Fungal fluid mechanics

Series
Applied and Computational Mathematics Seminar
Time
Monday, February 27, 2012 - 2:05pm for 1 hour (actually 50 minutes)
Location
Skiles 006
Speaker
Marcus Roper – UCLA Mathematics Dept.
Organizer
Silas Alben
Although fungi are the most diverse eukaryotic organisms, we have only a very fragmentary understanding of their success in so many niches or of the processes by which new species emerge and disperse. I will discuss how we are using math modeling and perspectives from physics and fluid mechanics to understand fungal life histories and evolution: #1. A growing filamentous fungi may harbor a diverse population of nuclei. Increasing evidence shows that this internal genetic flexibility is a motor for diversification and virulence, and helps the fungus to utilize nutritionally complex substrates like plant cell walls. I'll show that hydrodynamic mixing of nuclei enables fungi to manage their internal genetic richness. #2. The forcibly launched spores of ascomycete fungi must eject through a boundary layer of nearly still air in order to reach dispersive air flows. Individually ejected microscopic spores are almost immediately brought to rest by fluid drag. However, by coordinating the ejection of thousands or hundreds of thousands of spores fungi, such as the devastating plant pathogen Sclerotinia sclerotiorum are able to create a flow of air that carries spores across the boundary layer and around any intervening obstacles. Moreover the physical organization of the jet compels the diverse genotypes that may be present within the fungus to cooperate to disperse all spores maximally.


◆ The task ◆
Although the listing contains pictures, reproduce only its text, exactly as written.

━━━━━ Supplied records

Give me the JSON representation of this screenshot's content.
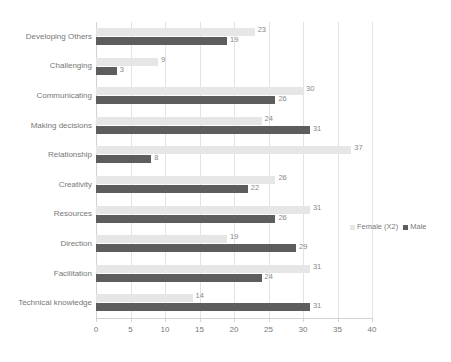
{
  "chart_data": {
    "type": "bar",
    "orientation": "horizontal",
    "title": "",
    "subtitle": "",
    "xlabel": "",
    "ylabel": "",
    "xlim": [
      0,
      40
    ],
    "xticks": [
      0,
      5,
      10,
      15,
      20,
      25,
      30,
      35,
      40
    ],
    "grid": true,
    "grid_axis": "x",
    "legend_position": "right",
    "categories": [
      "Developing Others",
      "Challenging",
      "Communicating",
      "Making decisions",
      "Relationship",
      "Creativity",
      "Resources",
      "Direction",
      "Facilitation",
      "Technical knowledge"
    ],
    "series": [
      {
        "name": "Female (X2)",
        "color": "#e6e6e6",
        "values": [
          23,
          9,
          30,
          24,
          37,
          26,
          31,
          19,
          31,
          14
        ]
      },
      {
        "name": "Male",
        "color": "#5d5d5d",
        "values": [
          19,
          3,
          26,
          31,
          8,
          22,
          26,
          29,
          24,
          31
        ]
      }
    ]
  },
  "legend": {
    "entries": [
      {
        "label": "Female (X2)",
        "color": "#e6e6e6"
      },
      {
        "label": "Male",
        "color": "#5d5d5d"
      }
    ]
  },
  "axis": {
    "x_tick_labels": [
      "0",
      "5",
      "10",
      "15",
      "20",
      "25",
      "30",
      "35",
      "40"
    ]
  }
}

━━━━━━━━━━

◆ Expected output ◆
Give me the JSON representation of this screenshot's content.
{
  "chart_data": {
    "type": "bar",
    "orientation": "horizontal",
    "title": "",
    "subtitle": "",
    "xlabel": "",
    "ylabel": "",
    "xlim": [
      0,
      40
    ],
    "xticks": [
      0,
      5,
      10,
      15,
      20,
      25,
      30,
      35,
      40
    ],
    "grid": true,
    "grid_axis": "x",
    "legend_position": "right",
    "categories": [
      "Developing Others",
      "Challenging",
      "Communicating",
      "Making decisions",
      "Relationship",
      "Creativity",
      "Resources",
      "Direction",
      "Facilitation",
      "Technical knowledge"
    ],
    "series": [
      {
        "name": "Female (X2)",
        "color": "#e6e6e6",
        "values": [
          23,
          9,
          30,
          24,
          37,
          26,
          31,
          19,
          31,
          14
        ]
      },
      {
        "name": "Male",
        "color": "#5d5d5d",
        "values": [
          19,
          3,
          26,
          31,
          8,
          22,
          26,
          29,
          24,
          31
        ]
      }
    ]
  },
  "legend": {
    "entries": [
      {
        "label": "Female (X2)",
        "color": "#e6e6e6"
      },
      {
        "label": "Male",
        "color": "#5d5d5d"
      }
    ]
  },
  "axis": {
    "x_tick_labels": [
      "0",
      "5",
      "10",
      "15",
      "20",
      "25",
      "30",
      "35",
      "40"
    ]
  }
}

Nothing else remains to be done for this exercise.